Trump tweets on reports that Obama campaign paid law firm that hired Fusion GPS
{{#rendered}} {{/rendered}}
President Trump tweeted early Monday about reports that the Obama campaign and the Democratic National Committee paid hundreds of thousands of dollars to the firm behind the salacious anti-Trump dossier.
“Report out that Obama Campaign paid $972,000 to Fusion GPS. The firm also got $12,400,000 (really?) from DNC. Nobody knows who OK’d!” Trump tweeted Monday morning.
The president was referring to a report by The Federalist on Sunday which alleged that former President Obama’s official campaign organization directed nearly one million dollars to Perkins Coie--the same law firm that sent money to Fusion GPS for the research leading to the now-infamous dossier.
{{#rendered}} {{/rendered}}
According to records filed with the Federal Election Commission, Obama for America paid Perkins Coie more than $972,000 after April of 2016. The first round of payments were classified as “Legal Services” and were made in April 2016, totaling $98,047. A second batch of payments, also classified as “Legal Services,” were sent to the firm in September 2016, totaling nearly $700,000. The Obama for America organization also sent payments totaling $174,725 through August 2017, according to the report.
The report comes after a week of new information surrounding the dossier. On Friday, the Washington Examiner reported that Fusion GPS was initially hired by the conservative Washington Free Beacon website to conduct opposition research into then-candidate Donald Trump and other GOP contenders for the White House. Lawyers for the Free Beacon told the House Intelligence Committee that the website funded the research between fall 2015 and spring 2016.
House Intelligence Committee spokesman Jack Langer told Fox News Friday that the Free Beacon “has issued a statement asserting that it had no involvement with Christopher Steele or the dossier he compiled from Russian sources. The Free Beacon has agreed to cooperate with the House Intelligence Committee to help the Committee verify this assertion.

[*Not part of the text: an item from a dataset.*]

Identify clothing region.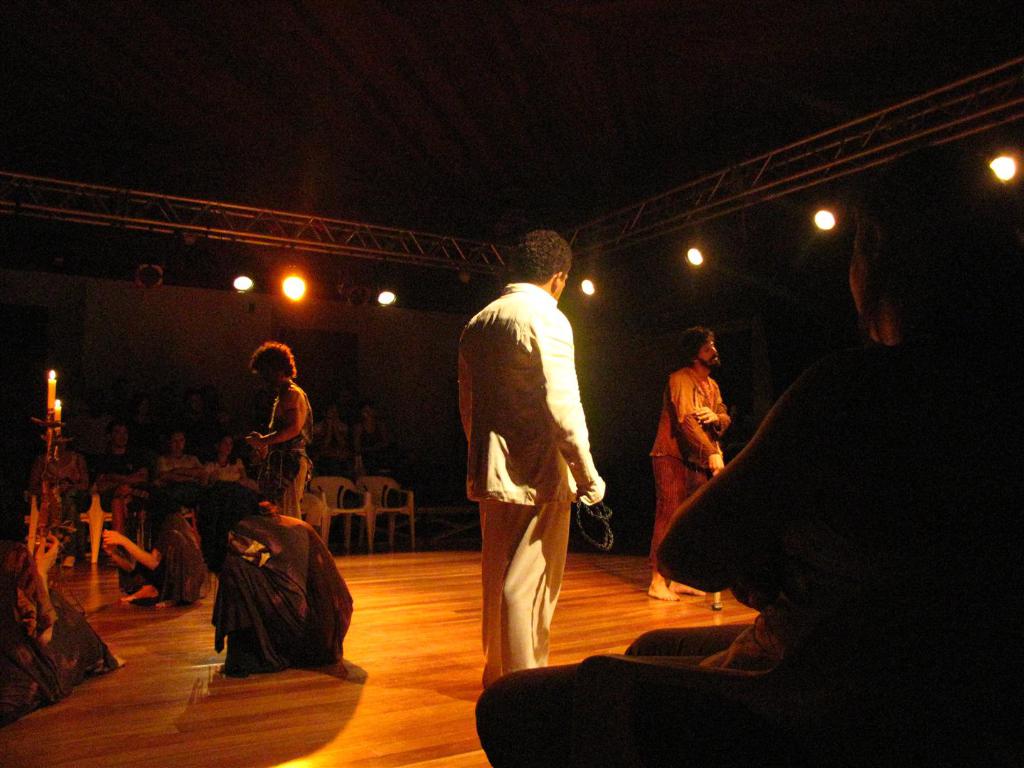
Region: (left=353, top=418, right=387, bottom=479).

{{#rendered}} {{/rendered}}
Also last week, Fox News confirmed reports that the Clinton campaign and the DNC paid more than $9 million to Perkins Coie, which, in turn, retained the political consultants who commissioned the opposition research.
Hillary Clinton has been silent about the revelations, but her top campaign spokesman, Brian Fallon, said last week that “she may have known, but the degree of exactly what she knew is beyond my knowledge,” while an anonymous source told reporters that she only learned about the dossier when it was published by BuzzFeed News in January.
A DNC official told Fox News that the current Chairman “Tom Perez and the new leadership of the DNC were not involved in any decision-making regarding Fusion GPS, nor were they aware that Perkins Coie was working with the organization.”
{{#rendered}} {{/rendered}}
A spokesman for then-DNC chair Rep. Debbie Wasserman-Schultz, D-Fla., told Fox News last week that “she did not have any knowledge of this arrangement.”
When the revelations surfaced last week, the president called the project a “disgrace” and claimed the tables have turned on the Democrats in the “Russia hoax.”
“This whole Russia thing…this was the Democrats coming up with an excuse for losing the election,” Trump told reporters. “They lost it and they lost very badly. And they didn’t know what to say, so they made up the whole Russia hoax.”